Spotlight turned on issue of land grabbing

swissinfo.ch | 25 May 2010

Nikolai Germann, head of Swiss-based Addax Bioenergy's biofuel project in SIerra Léone. (DR)

by Julia Slater

Foreign companies have recently started buying or leasing huge tracts of agricultural land in developing countries – and generating scare stories in so doing.

The phenomenon is popularly known as “land grabbing”; the more neutral term is “transnational land acquisition”.

A seminar in Zurich brought together development experts to put the issue into context and take a long term view. It was organised by the North-South Centre of the Federal Institute of Technology Zurich and the Bern-based Swiss National Centre of Competence in Research North-South.

Land acquisition is not an entirely new phenomenon: after all, that’s what 19th century colonialism was all about too. And western food companies have owned or leased land in other countries for many years.

But in the past couple of years, less traditional actors have moved in – companies from countries like China, Saudi Arabia, and South Korea. The movement took off as a result of the food crisis of 2008, when at least 25 producing countries restricted the export of key food crops.

Food importing countries reacted by searching for ways of getting round the restrictions. Similarly, high oil prices in 2007 fostered interest in biofuels – and land on which to produce them.

These developments are recent and researchers are still trying to assess their significance and impact. The World Bank has commissioned a major report, but its publication, originally due in May, has been delayed until the end of June at the earliest.

Nevertheless, even if there are still huge gaps in scholarly research, that does not mean that people in the host countries are not aware of what is going on.

Rosy promises

Ralf Leonhard of FIAN – Food First Information and Action Network – described to the seminar the experience of a group of villagers in Kenya. Rosy promises made by a company wanting to use their land for a sugar plantation looked much less rosy after they visited a community whose lands had been leased to a foreign company to grow rice and saw how their livelihoods had been undermined.

More dramatically, a “land grab” deal in Madagascar brought down the government early in 2009: President Marc Ravalomanana was forced to resign in the face of popular anger sparked largely by an agreement he had concluded to lease a huge area of arable land to South Korea’s Daewoo Logistics, which wanted to grow maize and biofuels.

Andrea Ries of the Swiss Agency for Development and Cooperation (SDC) told swissinfo.ch that what happened in Madagascar was not particularly exceptional. “We’ve seen that Mozambique has a moratorium [on granting new land concessions to foreign investors]; in many countries there is a lively debate.”

What outsiders – like the SDC – can do is to help them to learn from each other, she said. “We are supporting farmers’ organisations from different countries to directly be part of the international debate. I don’t think they should be only represented by international organisations or international NGOs.”

" This is why civil society has to have arguments to put forward for sustainable development and people’s rights. "

Katja Gehne, World Trade Institute

One-sided laws

One problem is the asymmetry of international investment law, where investors enjoy a much higher level of protection than the indigenous people.

The traditional assumption has been that investment stimulates growth, whose benefits in the long run “trickle down” to the entire community. But it is now being recognised that this is not necessarily the case.

Rights may come into conflict. When a host government accepts a foreign investment, the investor can expect his legitimate expectations to be fulfilled, and this expectation is protected by international law.

It would be legitimate, for example, for the investor to expect to be able to use water for an agricultural project. But this could very well conflict with the needs of the local community for the same water.

As things stand, when there is a dispute, it is normally investors who are the plaintiffs, and the host state has to defend itself.

“This is why civil society has to have arguments to put forward for sustainable development and people’s rights,” Katja Gehne of the World Trade Institute explained to swissinfo.ch.

Her colleague, Elisabeth Bürgi Bonanomi, pointed out that advocates were often hampered by lack of legal knowledge.

“All these countries have accepted international legal standards, but they don’t implement them,” she said. “It’s important for advocates to know what these international legal standards are, to be able to argue from them.”

Agro-business

Ries disputes the popular view that the newcomers are necessarily a cause for concern.

“We shouldn’t say that China and Saudi Arabia are bad investors and that European companies are the good investors. That is not the case. We should scrutinise both.

“Agro-industry is a very global enterprise and it probably needs a new set of regulations and a new set of decision-making, which takes into account local interests and international market forces and regulation.”

And she is upbeat in the long term. Companies from countries including Saudi Arabia and China are investing in agricultural land to have more control over a strategic industry – in just the same way that other international companies do, she says.

“If you take the lessons of European agro-investors, the strategy they have followed is that they have become local. If you take Nestlé, they have developed local markets, they have catered to local needs, they have had to interact with local laws and interests, and that is what many companies which start to expand in key countries will have to learn.

“They will have to engage with local stakeholders, and if they do so – and that will take a strong learning curve and a lot of hiccups – I think they can make a contribution.”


Problem to work on:
Output the data exactly, with every line intact.

====== The input

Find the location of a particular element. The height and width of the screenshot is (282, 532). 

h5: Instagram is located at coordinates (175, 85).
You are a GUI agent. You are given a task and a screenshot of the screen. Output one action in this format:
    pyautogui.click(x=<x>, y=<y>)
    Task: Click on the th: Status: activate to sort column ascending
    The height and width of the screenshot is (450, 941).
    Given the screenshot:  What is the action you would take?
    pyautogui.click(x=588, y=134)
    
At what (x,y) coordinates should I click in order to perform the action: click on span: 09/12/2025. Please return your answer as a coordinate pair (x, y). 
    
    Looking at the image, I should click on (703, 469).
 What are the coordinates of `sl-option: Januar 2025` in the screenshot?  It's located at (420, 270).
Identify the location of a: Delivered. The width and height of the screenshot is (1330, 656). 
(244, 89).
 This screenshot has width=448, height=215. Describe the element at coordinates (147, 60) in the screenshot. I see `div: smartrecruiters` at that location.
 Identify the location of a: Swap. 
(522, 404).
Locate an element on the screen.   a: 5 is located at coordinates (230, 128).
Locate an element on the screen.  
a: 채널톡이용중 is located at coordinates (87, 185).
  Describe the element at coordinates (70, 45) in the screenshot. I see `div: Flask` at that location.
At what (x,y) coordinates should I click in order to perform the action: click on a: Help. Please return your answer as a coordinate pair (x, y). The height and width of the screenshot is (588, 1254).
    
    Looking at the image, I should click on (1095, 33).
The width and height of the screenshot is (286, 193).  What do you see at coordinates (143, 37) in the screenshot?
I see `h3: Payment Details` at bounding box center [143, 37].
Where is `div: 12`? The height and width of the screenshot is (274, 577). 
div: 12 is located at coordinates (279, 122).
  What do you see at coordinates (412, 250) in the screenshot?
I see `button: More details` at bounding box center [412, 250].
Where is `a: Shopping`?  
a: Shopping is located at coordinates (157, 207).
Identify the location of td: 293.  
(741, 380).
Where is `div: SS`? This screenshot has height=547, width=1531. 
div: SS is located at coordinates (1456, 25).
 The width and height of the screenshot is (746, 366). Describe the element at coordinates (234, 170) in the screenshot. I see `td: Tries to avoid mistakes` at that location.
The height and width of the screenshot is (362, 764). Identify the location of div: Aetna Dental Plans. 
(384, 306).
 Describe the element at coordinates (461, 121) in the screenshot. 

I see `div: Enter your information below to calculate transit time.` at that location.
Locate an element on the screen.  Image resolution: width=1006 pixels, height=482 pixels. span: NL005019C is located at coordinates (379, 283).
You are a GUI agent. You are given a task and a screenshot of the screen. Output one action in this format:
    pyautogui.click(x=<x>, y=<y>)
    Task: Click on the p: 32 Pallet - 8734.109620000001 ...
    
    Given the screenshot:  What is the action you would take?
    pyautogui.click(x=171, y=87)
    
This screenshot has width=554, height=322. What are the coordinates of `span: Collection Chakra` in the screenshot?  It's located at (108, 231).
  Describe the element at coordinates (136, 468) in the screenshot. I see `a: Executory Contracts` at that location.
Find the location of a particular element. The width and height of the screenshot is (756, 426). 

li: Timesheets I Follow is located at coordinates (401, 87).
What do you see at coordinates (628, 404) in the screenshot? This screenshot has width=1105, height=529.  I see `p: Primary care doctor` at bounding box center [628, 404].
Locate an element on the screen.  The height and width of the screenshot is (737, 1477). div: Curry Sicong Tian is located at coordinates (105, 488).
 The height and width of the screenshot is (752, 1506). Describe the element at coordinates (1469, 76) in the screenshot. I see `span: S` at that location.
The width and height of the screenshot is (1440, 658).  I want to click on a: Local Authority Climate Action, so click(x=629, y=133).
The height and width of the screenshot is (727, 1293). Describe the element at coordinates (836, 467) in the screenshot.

============

Task solution:
Find the location of a particular element. The height and width of the screenshot is (282, 532). 

h5: Instagram is located at coordinates (175, 85).
You are a GUI agent. You are given a task and a screenshot of the screen. Output one action in this format:
    pyautogui.click(x=<x>, y=<y>)
    Task: Click on the th: Status: activate to sort column ascending
    The height and width of the screenshot is (450, 941).
    Given the screenshot:  What is the action you would take?
    pyautogui.click(x=588, y=134)
    
At what (x,y) coordinates should I click in order to perform the action: click on span: 09/12/2025. Please return your answer as a coordinate pair (x, y). 
    
    Looking at the image, I should click on (703, 469).
 What are the coordinates of `sl-option: Januar 2025` in the screenshot?  It's located at (420, 270).
Identify the location of a: Delivered. The width and height of the screenshot is (1330, 656). 
(244, 89).
 This screenshot has width=448, height=215. Describe the element at coordinates (147, 60) in the screenshot. I see `div: smartrecruiters` at that location.
 Identify the location of a: Swap. 
(522, 404).
Locate an element on the screen.   a: 5 is located at coordinates (230, 128).
Locate an element on the screen.  
a: 채널톡이용중 is located at coordinates (87, 185).
  Describe the element at coordinates (70, 45) in the screenshot. I see `div: Flask` at that location.
At what (x,y) coordinates should I click in order to perform the action: click on a: Help. Please return your answer as a coordinate pair (x, y). The height and width of the screenshot is (588, 1254).
    
    Looking at the image, I should click on (1095, 33).
The width and height of the screenshot is (286, 193).  What do you see at coordinates (143, 37) in the screenshot?
I see `h3: Payment Details` at bounding box center [143, 37].
Where is `div: 12`? The height and width of the screenshot is (274, 577). 
div: 12 is located at coordinates (279, 122).
  What do you see at coordinates (412, 250) in the screenshot?
I see `button: More details` at bounding box center [412, 250].
Where is `a: Shopping`?  
a: Shopping is located at coordinates (157, 207).
Identify the location of td: 293.  
(741, 380).
Where is `div: SS`? This screenshot has height=547, width=1531. 
div: SS is located at coordinates (1456, 25).
 The width and height of the screenshot is (746, 366). Describe the element at coordinates (234, 170) in the screenshot. I see `td: Tries to avoid mistakes` at that location.
The height and width of the screenshot is (362, 764). Identify the location of div: Aetna Dental Plans. 
(384, 306).
 Describe the element at coordinates (461, 121) in the screenshot. 

I see `div: Enter your information below to calculate transit time.` at that location.
Locate an element on the screen.  Image resolution: width=1006 pixels, height=482 pixels. span: NL005019C is located at coordinates (379, 283).
You are a GUI agent. You are given a task and a screenshot of the screen. Output one action in this format:
    pyautogui.click(x=<x>, y=<y>)
    Task: Click on the p: 32 Pallet - 8734.109620000001 ...
    
    Given the screenshot:  What is the action you would take?
    pyautogui.click(x=171, y=87)
    
This screenshot has width=554, height=322. What are the coordinates of `span: Collection Chakra` in the screenshot?  It's located at (108, 231).
  Describe the element at coordinates (136, 468) in the screenshot. I see `a: Executory Contracts` at that location.
Find the location of a particular element. The width and height of the screenshot is (756, 426). 

li: Timesheets I Follow is located at coordinates (401, 87).
What do you see at coordinates (628, 404) in the screenshot? This screenshot has width=1105, height=529.  I see `p: Primary care doctor` at bounding box center [628, 404].
Locate an element on the screen.  The height and width of the screenshot is (737, 1477). div: Curry Sicong Tian is located at coordinates (105, 488).
 The height and width of the screenshot is (752, 1506). Describe the element at coordinates (1469, 76) in the screenshot. I see `span: S` at that location.
The width and height of the screenshot is (1440, 658).  I want to click on a: Local Authority Climate Action, so click(x=629, y=133).
The height and width of the screenshot is (727, 1293). Describe the element at coordinates (836, 467) in the screenshot.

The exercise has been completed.